From the moment I stepped off the boat, you tangled me up in your rhythms. You overwhelmed me with trumpet blasts and pot liquor, with the way your air clings sweet and heavy, like a whispered secret you don’t want to forget. You fed me oysters and red beans and offered up chance meetings like offerings: here, take this stranger. Take this night. See what unfolds.
I told myself I wouldn’t fall for you. I said I wouldn’t step foot on Bourbon, wouldn’t dance to brass bands in the street, wouldn’t lose myself in your slow, intoxicating spin. But rules are just promises we make to who we used to be. And you, New Orleans, you laugh in the face of promises.
You made me feel seen. Desired, even. Not for who I’ve been or what I do, but just for showing up—curious, open, unsure. You gave me the kind of nights that don’t ask for anything but presence. You gave me fire and softness. You gave me time.
And now I’m leaving.
Not forever, but still—it hurts. I’m towing my little home north. I’ll be back on the coast in a few days, saying goodbye to a place I’ve lived for well over half my life. That alone would be disorienting. But to do it with your taste still on my lips? To carry your music still rattling in my ribs?
Like a punch in the gut I didn’t see coming.
I’m ending this chapter where it began: the quiet café in Bywater where I first fell for you. A gentle morning. A last cup of coffee. Your heat rising in waves off the sidewalk. Your laughter in the distance.
Thank you for everything, sweet. You are wild and generous and radiant with ghosts. You held me when I needed holding. I’ll carry the echo of your brass and thunder.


→ EXERCISE DETAILS:
Print exactly the lines from the one containing "Image resolution: width=1220" through the last line of the entries below; the pictures stay out of the copy.

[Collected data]
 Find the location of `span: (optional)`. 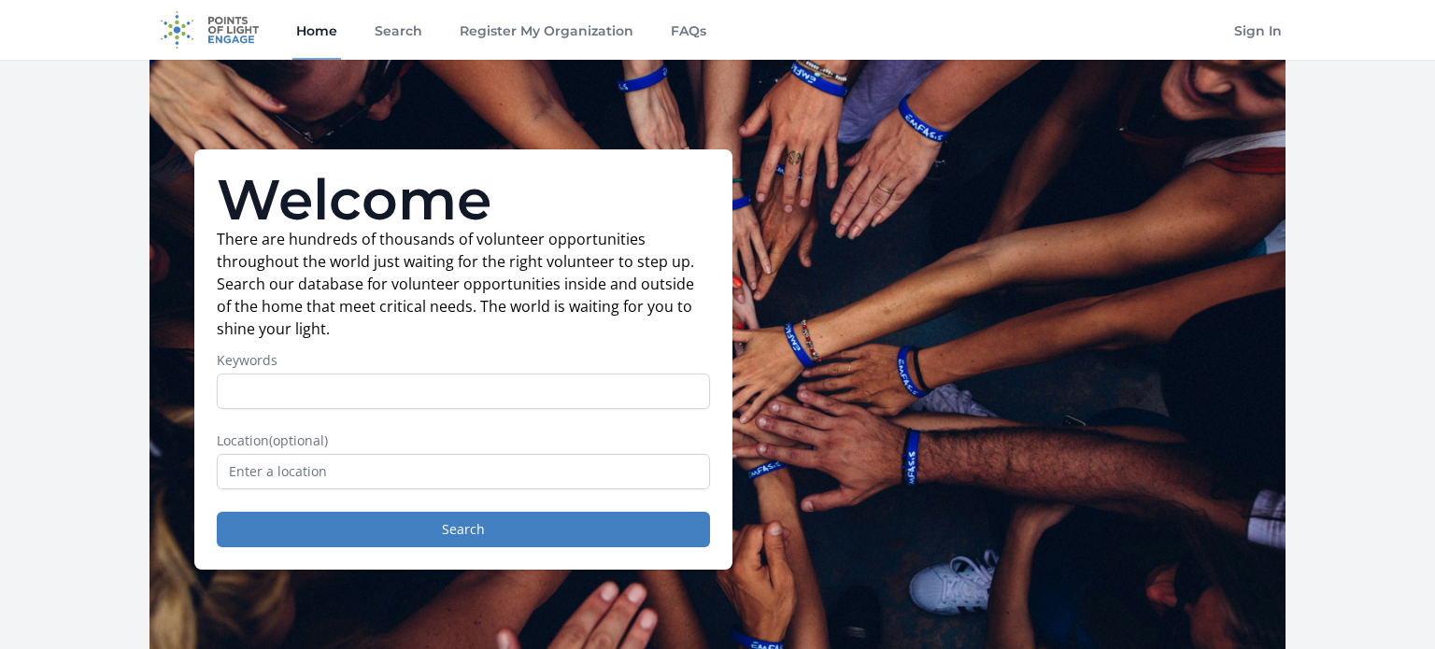

span: (optional) is located at coordinates (298, 440).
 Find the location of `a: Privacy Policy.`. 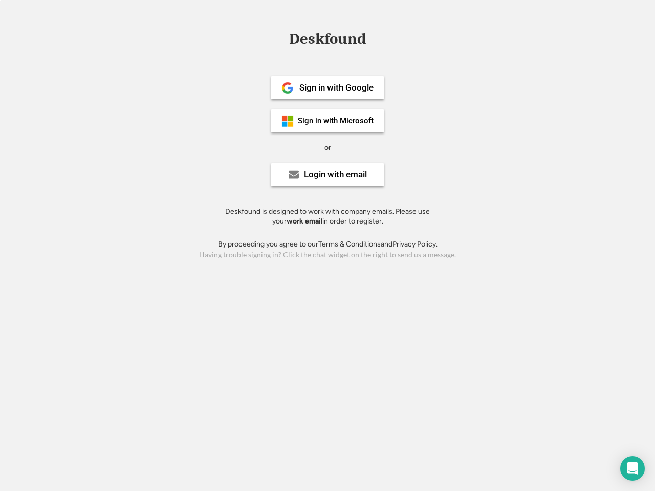

a: Privacy Policy. is located at coordinates (415, 244).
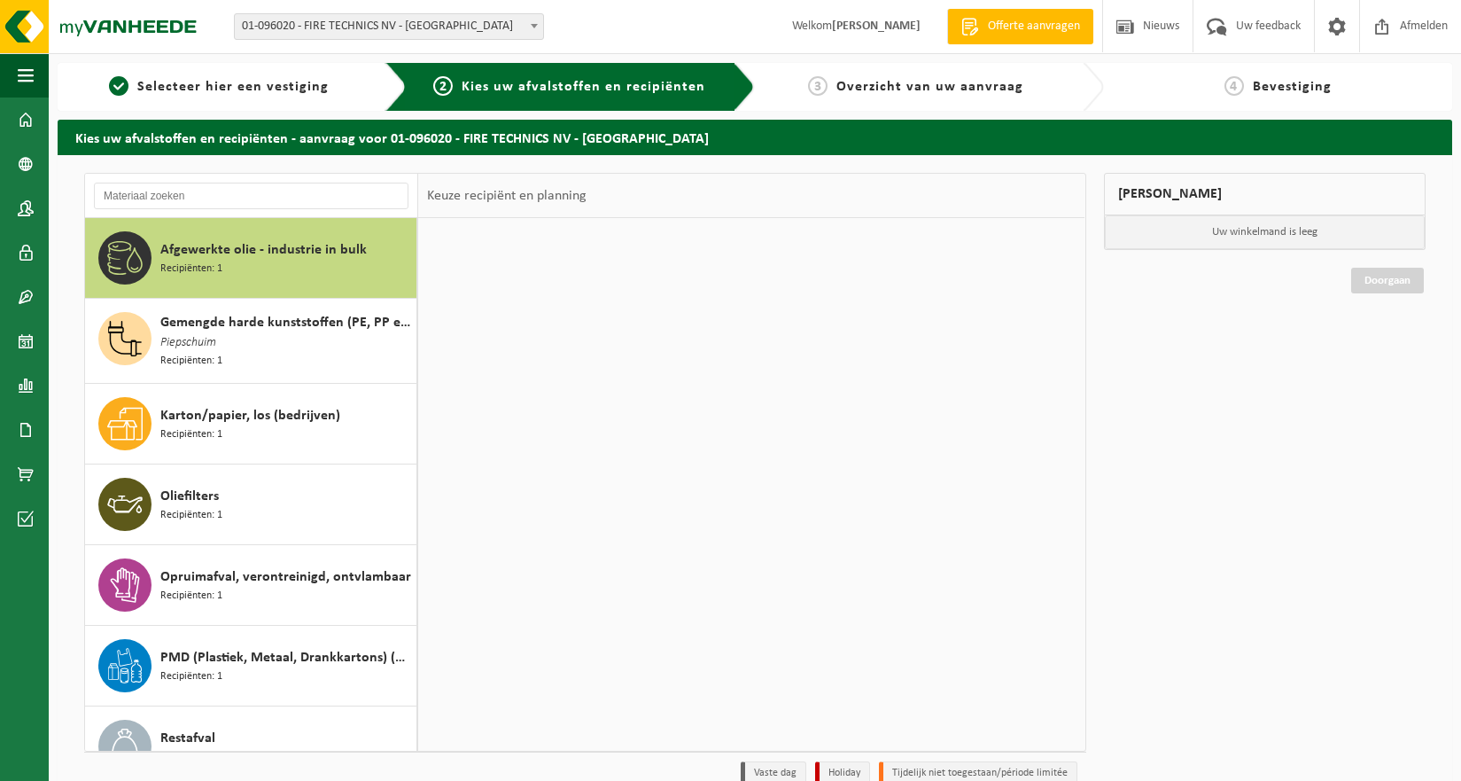  I want to click on span: Offerte aanvragen, so click(1034, 27).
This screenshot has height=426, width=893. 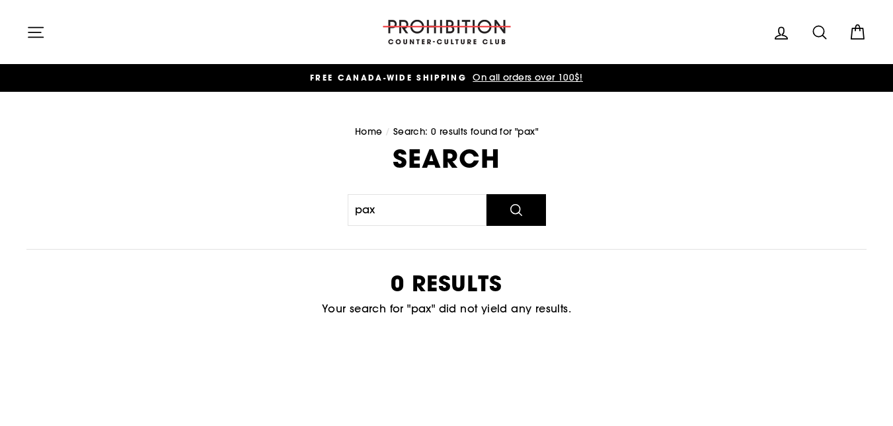 What do you see at coordinates (369, 132) in the screenshot?
I see `a: Home` at bounding box center [369, 132].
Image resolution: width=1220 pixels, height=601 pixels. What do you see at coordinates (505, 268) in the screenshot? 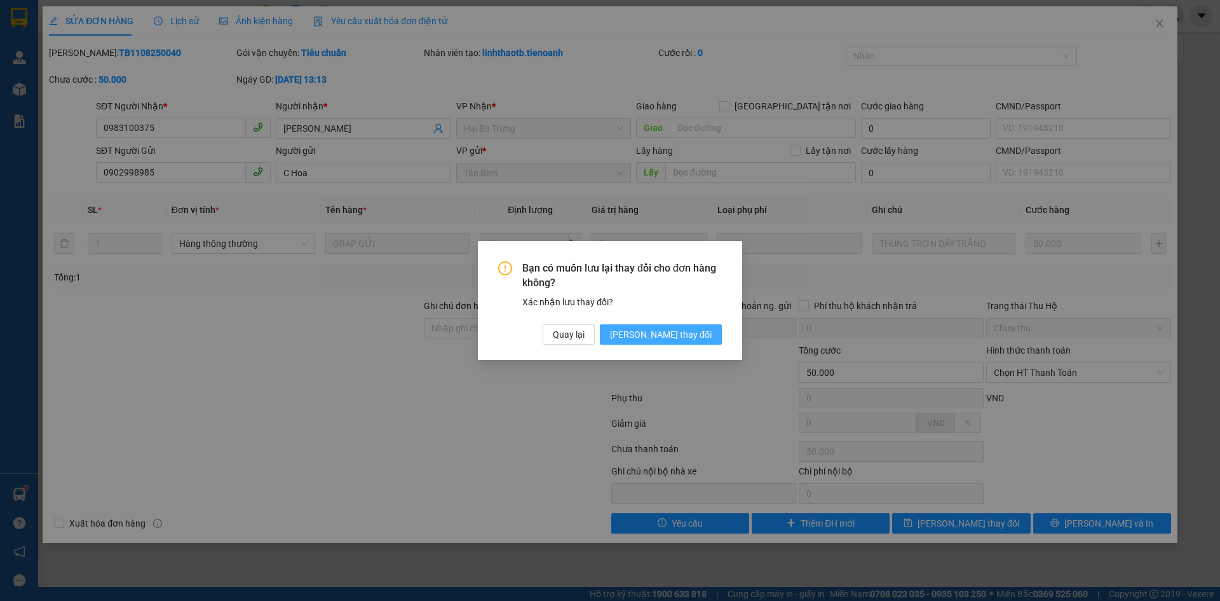
I see `span: exclamation-circle` at bounding box center [505, 268].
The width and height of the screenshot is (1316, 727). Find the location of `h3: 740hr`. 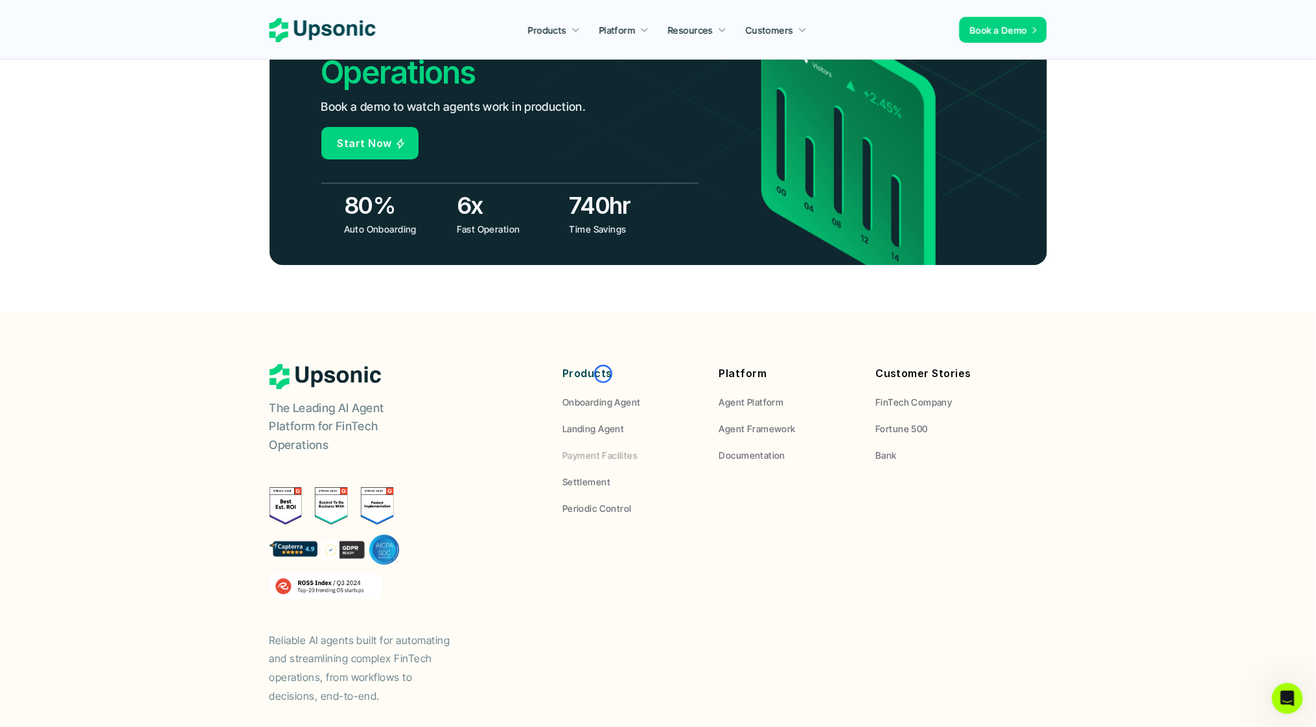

→ OUTPUT BELOW:
Image resolution: width=1220 pixels, height=601 pixels. What do you see at coordinates (505, 268) in the screenshot? 
I see `span: exclamation-circle` at bounding box center [505, 268].
The width and height of the screenshot is (1316, 727). Find the location of `h3: 740hr`. 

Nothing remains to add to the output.